Wednesday, January 17, 2007

Potential

The things that everybody said rattled around in his head for every day that he did not fulfill his promise. They would bounce in between conscious thought and that hideous sneaking fear that something, anything is going to swallow you whole. Most of the time what everybody said would condense down into one word; like a sun dying and collapsing in on itself until it is no bigger than a basketball but weighing one million times more than he was capable of.

The biggest problem was that he did not know what to do with this curse (or blessing). On occasion he would wear it, a medal around his neck to convince others of the truth of the promise that he made to the world. Other times, the times it would crush him underneath, he would pray for it to be gone or for freedom from it.

He read a lot of books. He read a lot of great books by great, dead men (and some great, dead women). He was well aware that artistic brilliance shines through the worst times of ones life but he was always curious as to whether these great, dead men ever felt the weight of the promise they showed the world and whether they were ever paralysed by it. No doubt there were millions of artistic nobodies who fell by the wayside in the great march of lineal history. Who were paralysed by the weight of their own expectation. But they were nobodies and he would not be relegated to their ranks, a cast of billions, perhaps.

He stood at bus stops for hours hoping to wilt away into the scenery. He would stalk the streets at midnight hoping that someone would think him dangerous and cross the road to avoid him. He really just wanted to follow through though and actually steal from someone, give them something real to fear. He desired to be a rich man who threw plasma televisions from his fourth floor balcony and who still bought home brand groceries.
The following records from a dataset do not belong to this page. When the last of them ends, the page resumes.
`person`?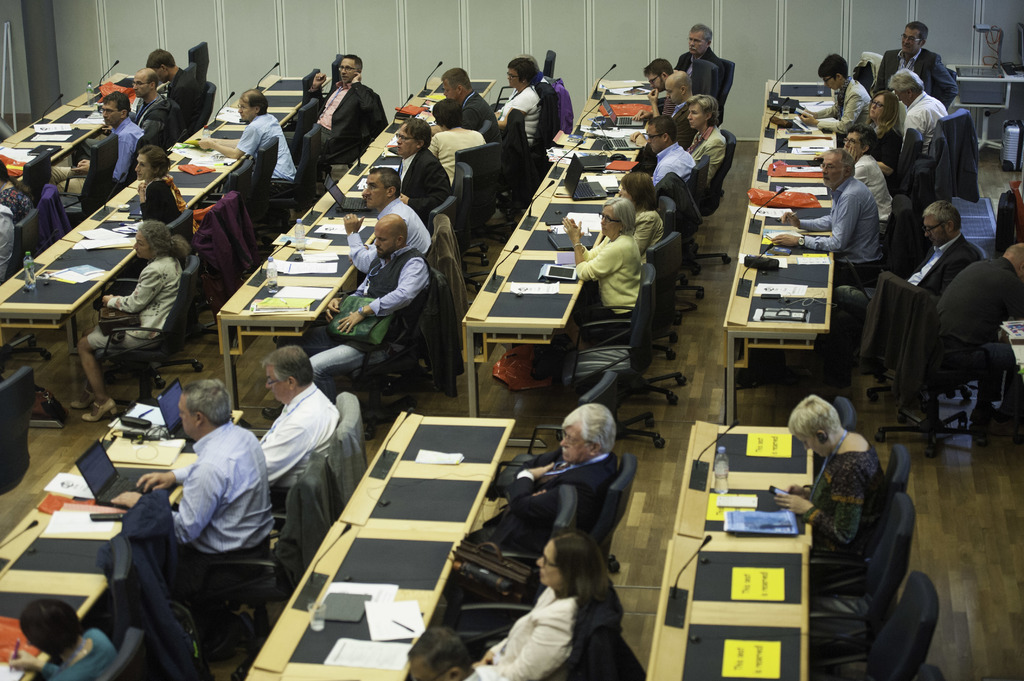
252 344 344 511
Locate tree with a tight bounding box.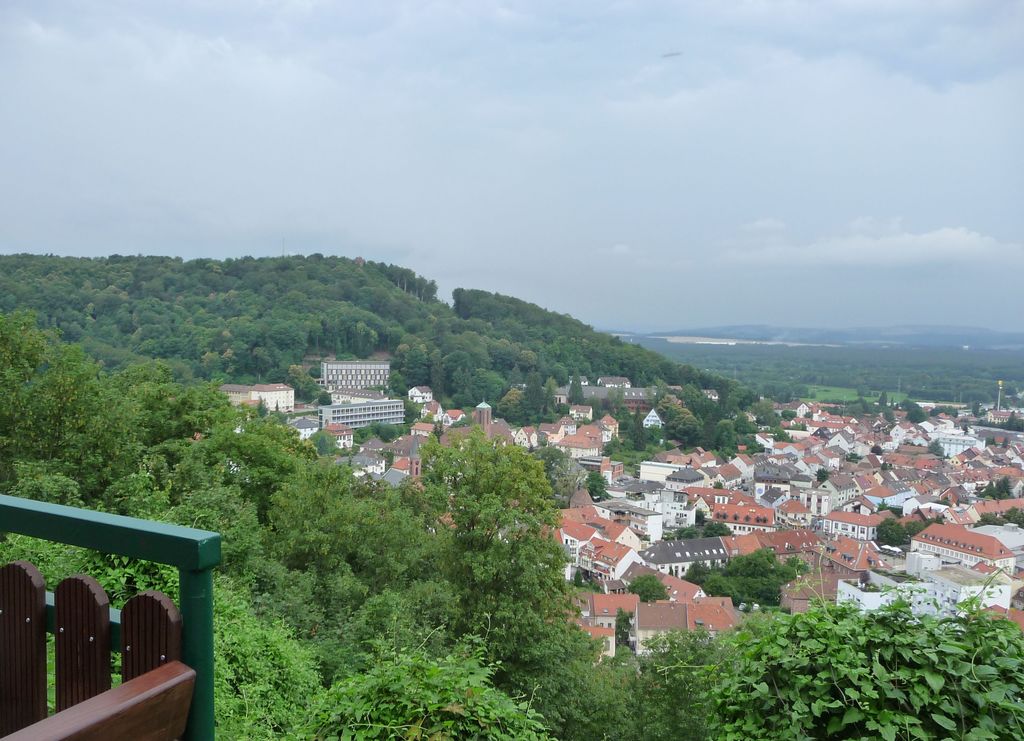
<region>537, 370, 567, 418</region>.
It was the stereotype that fascinated him. He would deliberately conjure himself up to be an ironic stereotype that would give people reasons to say cliche things.

One day though, his parents died in a horrific car crash with an evil drunk driver who survived. He quit university, got a job managing a book store and spent his nights remembering the joyous weight that promise felt like; wondering if anyone would ever say it to him again.